Journalist and political raconteur Jason Heller's work has appeared at the A.V. Club, Village Voice Media, Alternative Press, Tor.com and Weird Tales. His debut novel, Taft 2012 (Quirk Books, January 17, 2012), explores the 2012 presidential campaign of William Howard Taft. Heller lives in Denver, Colo.
On your nightstand now:
The Death of Bunny Munro by Nick Cave and My Song: A Memoir by Harry Belafonte. I love books by musicians. Especially in those rare instances where they don't suck.
Favorite book when you were a child:
Pawn of Prophecy by David Eddings, the first of many books to render me voraciously awaiting the sequel.
Your top five authors:
J.G. Ballard, Michael Moorcock, Lester Bangs, China Miéville, Umberto Eco. Moorcock, however, is the one who seems to age most gracefully. Chalk it up to the archetypes.
Book you've faked reading:
Moby-Dick. I've spent far more time reading books about that daunting classic--for instance, Dan Beachy-Quick's superb A Whaler's Dictionary--than trying to finish Melville's original itself.
Book you're an evangelist for:
The Crystal World by J.G. Ballard. Sharp, cruel, merciless psychedelia of the highest order.
Book you've bought for the cover:
Pretty much all of them. Most recently, though: The Silent Land by Graham Joyce. (Spoiler: As stunning as the cover is, the insides are better.)
Book that changed your life:
Catch-22 by Joseph Heller. I still can't tell if the book sculpted my burgeoning sense of perversity or merely nourished it. Either way, I wish our surname were more than a coincidence.
Favorite line from a book:
"Now, as he sat on the balcony eating the dog, Dr. Robert Laing reflected on the unusual events that had taken place within this huge apartment building during the previous three months." --J.G. Ballard, High-Rise
Book you most want to read again for the first time:
Perdido Street Station by China Miéville. An utter revelation. I wouldn't have become a novelist without it.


> [What you need to do]:
Using the listing below, return every line that includes "arrow".

----------

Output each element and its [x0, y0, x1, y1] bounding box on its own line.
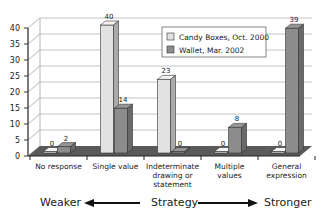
bar — [158, 79, 171, 153]
bar — [58, 147, 71, 153]
y-tick-label: 40 — [10, 24, 20, 33]
y-tick-label: 25 — [10, 72, 20, 81]
bar — [286, 28, 299, 153]
bar-value-label: 40 — [105, 13, 114, 21]
x-category-label: Multiple — [215, 162, 245, 171]
legend-entry: Candy Boxes, Oct. 2000 — [179, 33, 269, 42]
bar-value-label: 23 — [162, 67, 171, 75]
x-category-label: values — [217, 171, 241, 180]
x-category-label: Single value — [93, 162, 139, 171]
bar-value-label: 14 — [119, 96, 128, 104]
bar-value-label: 2 — [64, 135, 68, 143]
bar-value-label: 0 — [50, 140, 54, 148]
y-tick-label: 10 — [10, 120, 20, 129]
x-category-label: General — [272, 162, 302, 171]
y-tick-label: 35 — [10, 40, 20, 49]
y-tick-label: 30 — [10, 56, 20, 65]
bar — [101, 25, 114, 153]
bar-value-label: 8 — [235, 115, 239, 123]
y-tick-label: 15 — [10, 104, 20, 113]
y-tick-label: 0 — [15, 152, 20, 161]
y-tick-label: 20 — [10, 88, 20, 97]
bar-value-label: 39 — [290, 16, 299, 24]
bar-value-label: 0 — [221, 140, 225, 148]
x-category-label: No response — [35, 162, 82, 171]
stronger-label: Stronger — [264, 196, 312, 209]
bar — [115, 108, 128, 153]
y-tick-label: 5 — [15, 136, 20, 145]
bar-value-label: 0 — [278, 140, 282, 148]
weaker-label: Weaker — [40, 196, 81, 209]
left-arrow-icon — [84, 198, 140, 211]
bar-value-label: 0 — [178, 140, 182, 148]
x-category-label: drawing or — [152, 171, 193, 180]
x-category-label: Indeterminate — [146, 162, 200, 171]
x-category-label: expression — [266, 171, 307, 180]
x-category-label: statement — [153, 180, 192, 189]
bar — [229, 127, 242, 153]
chart-canvas: 051015202530354002No response4014Single … — [0, 0, 328, 217]
strategy-label: Strategy — [151, 196, 198, 209]
right-arrow-icon — [198, 198, 258, 211]
strategy-bar-chart: 051015202530354002No response4014Single … — [0, 0, 328, 217]
strategy-scale: Weaker Strategy Stronger — [0, 196, 328, 216]
legend-entry: Wallet, Mar. 2002 — [179, 46, 245, 55]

----------

> [Finished task]:
left-arrow-icon — [84, 198, 140, 211]
right-arrow-icon — [198, 198, 258, 211]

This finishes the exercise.